Poems begining by R
/ page 27 of 62 /Red, Red Gold
© Wilfrid Scawen Blunt
Red, red gold, a kingdom's ransom, child,
To weave thy yellow hair she bade them spin.
At early dawn the gossamer spiders toiled,
And wove the sunrise in.
Roundel
© Geoffrey Chaucer
Now welcome Summer with thy sunne soft,
That hast this winter`s weathers overshake,
And driven away the longe nighties black.
Reproach Me Not
© Fyodor Ivanovich Tyutchev
Reproach me not e'en if I earn your indignation;
Know: of us two you are to be more envied far.
Unlike my love for you, yours is sincere, unmarred
By jealousy's mistrust, its rancour and vexation.
Rural Sports: A Georgic - Canto I.
© John Gay
But when the sun displays his glorious beams,
And shallow rivers flow with silver streams,
Then the deceit the scaly breed survey,
Bask in the sun, and look into the day.
You now a more delusive art must try,
And tempt their hunger with the curious fly.
Retrospection
© John Jay Chapman
WHEN we all lived together
In the farm among the hills,
And the early summer weather
Had flushed the little rills;
Retrospect
© Rupert Brooke
In your arms was still delight,
Quiet as a street at night;
And thoughts of you, I do remember,
Were green leaves in a darkened chamber,
Rupert Brooke - Sonnet (Suggested By Some Of The Proceedings Of The Society For Psychical Research )
© Rupert Brooke
Spend in pure converse our eternal day;
Think each in each, immediately wise;
Learn all we lacked before; hear, know, and say
What this tumultuous body now denies;
And feel, who have laid our groping hands away;
And see, no longer blinded by our eyes.
Reflections IV.
© Samuel Rogers
This Child, so lovely and so cherub-like,
(No fairer spirit in the heaven of heavens)
Say, must he know remorse? must Passion come,
Passion in all or any of its shapes,
Rod Quinn
© John Le Gay Brereton
How many years, how many years have fled,
Since in the cool dim parlour sat the three
Rouen: Place De La Pucelle
© Maria White Lowell
Here blooms the legend fed with time and chance,
Fresh as the morning, though in centuries old;
The whitest lily in the shield of France,
With heart of virgin gold.
Reply to Comrade Guo Moruo 1963
© Mao Zedong
On this tiny globe
A few flies dash themselves against the wall,
Rhénane d'Automne
© Guillaume Apollinaire
Mon verre est plein d'un vin trembleur comme une flamme
Ecoutez la chanson lente d'un batelier
Qui raconte avoir vu sous la lune sept femmes
Tordre leurs cheveux verts et longs jusqu'à leurs pieds
Remembrance
© Denis Florence MacCarthy
With that pleasant smile thou wearest,
Thou art gazing on the fairest
Wonders of the earth and sea:
Do thou not, in all thy seeing,
Lose the mem'ry of one being
Who at home doth think of thee.
Ruines du coeur
© François Coppée
Mon coeur était jadis comme un palais romain,
Tout construit de granits choisis, de marbres rares.
Bientôt les passions, comme un flot de barbares,
L'envahirent, la hache ou la torche à la main.
Runnamede, A Tragedy. Acts I.-II.
© John Logan
Yet lost to fame is virtue's orient reign;
The patriot lived, the hero died in vain,
Dark night descended o'er the human day,
And wiped the glory of the world away:
Whirled round the gulf, the acts of time were tost,
Then in the vast abyss for ever lost.
Remembering the Springs at Chih-chou
© Li Po
Peach-tree flowers over rising waters.
White drowned stones, then free again.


### INSTRUCTIONS TO FOLLOW
Filter these records by the string "this", copying each line that holds it.

### Figure dataset records
▬▬▬▬▬▬
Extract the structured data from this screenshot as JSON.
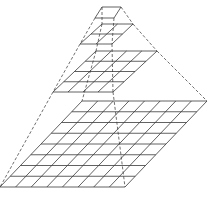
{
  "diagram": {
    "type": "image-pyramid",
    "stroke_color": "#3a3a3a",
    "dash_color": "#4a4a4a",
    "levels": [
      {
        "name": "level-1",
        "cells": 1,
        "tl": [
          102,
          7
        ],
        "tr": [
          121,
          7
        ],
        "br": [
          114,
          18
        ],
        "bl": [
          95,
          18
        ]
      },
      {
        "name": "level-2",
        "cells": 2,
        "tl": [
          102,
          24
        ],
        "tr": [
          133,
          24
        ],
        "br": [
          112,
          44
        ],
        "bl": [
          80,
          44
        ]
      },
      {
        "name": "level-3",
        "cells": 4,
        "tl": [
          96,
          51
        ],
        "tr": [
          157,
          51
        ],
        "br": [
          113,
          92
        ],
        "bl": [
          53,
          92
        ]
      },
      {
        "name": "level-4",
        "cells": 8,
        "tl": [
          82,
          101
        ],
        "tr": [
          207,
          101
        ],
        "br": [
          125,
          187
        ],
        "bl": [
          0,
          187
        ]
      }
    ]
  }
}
▬▬▬▬▬▬
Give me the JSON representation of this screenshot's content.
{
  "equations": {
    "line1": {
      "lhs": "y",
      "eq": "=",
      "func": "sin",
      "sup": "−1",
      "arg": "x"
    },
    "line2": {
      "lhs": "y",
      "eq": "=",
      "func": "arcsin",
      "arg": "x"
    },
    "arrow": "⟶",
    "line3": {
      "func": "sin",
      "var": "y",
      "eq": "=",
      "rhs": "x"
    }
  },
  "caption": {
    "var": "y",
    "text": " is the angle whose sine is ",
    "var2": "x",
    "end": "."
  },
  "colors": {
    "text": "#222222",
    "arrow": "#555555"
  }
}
▬▬▬▬▬▬
### TASK RESULT
Extract the structured data from this screenshot as JSON.
Give me the JSON representation of this screenshot's content.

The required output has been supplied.